4
$\begingroup$

It is a well known fact that (Making sense of principal component analysis, eigenvectors & eigenvalues) PCA can be understood as a transformation of axes given by the data when the data $X_1,\cdots,X_n$ are generated by $L^2$ random variables. Such an explanation collapse when the data generating mechanism does not have finite second moment. So in that case, what kind of drawbacks and potential morbidity does PCA have? And how can we understand PCA in that kind of situation?

$\endgroup$
2
  • 2
    $\begingroup$ PCA is an analysis of real data, not of random variables having their theoretic distributions. Real data always have some mean and variance. $\endgroup$
    – ttnphns
    Sep 24, 2017 at 14:12
  • 2
    $\begingroup$ @ttnphns I understand empirical moments are always finite, however consider dataset generated by Cauchy and the asymptopia of PCA, in such cases those 'data analysts' just running without test. $\endgroup$
    – Henry.L
    Sep 24, 2017 at 14:46

1 Answer 1

3
$\begingroup$

Xie and Chen have a paper on Cauchy PCA (https://arxiv.org/pdf/1412.6506) which is explicitly intended for use with information that has undefined or infinite variance. One of the nice things about this paper is that they introduce the approach by discussing four patterns to data -- sparse small noise, sparse large noise, dense small noise and dense large noise -- and the assumptions appropriate for each: Gaussian PCA for small noise, Laplace PCA for sparse noise, probabilistic PCA for dense noise and Cauchy PCA as a robust solution for all noise patterns. This typology makes a lot of sense to me. In addition and upon request, the authors will provide some simple Matlab code for implementation.

$\endgroup$
1
  • 3
    $\begingroup$ +1 obviously. Comment: you might want to first consider something less-exotic to start with. Robust PCA approaches essentially safe-guard against the presence of outliers that might render higher order moments irrelevant. There are very well-studied approaches on the matter for quite a while (eg. See Rousseeuw and van Driessen (1999) A fast algorithm for the minimum covariance determinant estimator) and implementations of them have been a staple of major R packages (eg. MASS::cov.rob, robustbase::covMcd, etc.) $\endgroup$
    – usεr11852
    Sep 24, 2017 at 15:06

Your Answer

By clicking “Post Your Answer”, you agree to our terms of service and acknowledge you have read our privacy policy.

Not the answer you're looking for? Browse other questions tagged or ask your own question.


- **WHAT TO DO**
Return exactly the final stretch of the records below, opening with the line that contains "This is a 686x1024" and closing with the last line.
Start of EXTRACTED INFORMATION
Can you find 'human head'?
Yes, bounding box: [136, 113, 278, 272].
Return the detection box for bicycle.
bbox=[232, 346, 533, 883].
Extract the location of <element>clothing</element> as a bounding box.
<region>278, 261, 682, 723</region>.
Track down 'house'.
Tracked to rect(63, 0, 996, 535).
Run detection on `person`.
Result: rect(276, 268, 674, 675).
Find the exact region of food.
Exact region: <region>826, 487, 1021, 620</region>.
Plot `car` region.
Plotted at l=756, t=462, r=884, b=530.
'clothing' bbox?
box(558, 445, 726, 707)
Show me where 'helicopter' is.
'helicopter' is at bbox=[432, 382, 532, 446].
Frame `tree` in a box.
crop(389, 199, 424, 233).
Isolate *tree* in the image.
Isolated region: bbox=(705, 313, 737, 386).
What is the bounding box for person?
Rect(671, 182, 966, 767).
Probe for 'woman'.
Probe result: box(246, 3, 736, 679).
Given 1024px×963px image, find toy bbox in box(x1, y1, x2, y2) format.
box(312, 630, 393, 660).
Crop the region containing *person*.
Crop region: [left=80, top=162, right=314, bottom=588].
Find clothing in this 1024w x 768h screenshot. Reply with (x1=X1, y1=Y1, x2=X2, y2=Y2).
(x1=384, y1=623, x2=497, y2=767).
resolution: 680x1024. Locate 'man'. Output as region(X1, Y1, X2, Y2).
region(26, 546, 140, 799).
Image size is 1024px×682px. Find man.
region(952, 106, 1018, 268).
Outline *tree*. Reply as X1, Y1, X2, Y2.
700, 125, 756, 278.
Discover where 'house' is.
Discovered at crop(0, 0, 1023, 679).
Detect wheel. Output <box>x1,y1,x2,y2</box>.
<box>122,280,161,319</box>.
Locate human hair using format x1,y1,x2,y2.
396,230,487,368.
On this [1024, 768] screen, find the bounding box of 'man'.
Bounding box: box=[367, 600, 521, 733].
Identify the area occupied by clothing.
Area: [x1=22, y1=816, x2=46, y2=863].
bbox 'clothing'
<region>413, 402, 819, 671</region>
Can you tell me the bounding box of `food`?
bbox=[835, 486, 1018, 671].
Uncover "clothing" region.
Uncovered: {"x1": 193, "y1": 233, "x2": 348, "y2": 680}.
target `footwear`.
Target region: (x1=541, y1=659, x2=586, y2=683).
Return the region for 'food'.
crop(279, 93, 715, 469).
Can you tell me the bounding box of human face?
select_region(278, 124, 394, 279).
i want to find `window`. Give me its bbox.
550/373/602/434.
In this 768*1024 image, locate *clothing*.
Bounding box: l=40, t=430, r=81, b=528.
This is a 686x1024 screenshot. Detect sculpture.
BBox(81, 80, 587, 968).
End of EXTRACTED INFORMATION
- **RESPONSE TO THE TASK**
This is a 686x1024 screenshot. Detect sculpture.
BBox(81, 80, 587, 968).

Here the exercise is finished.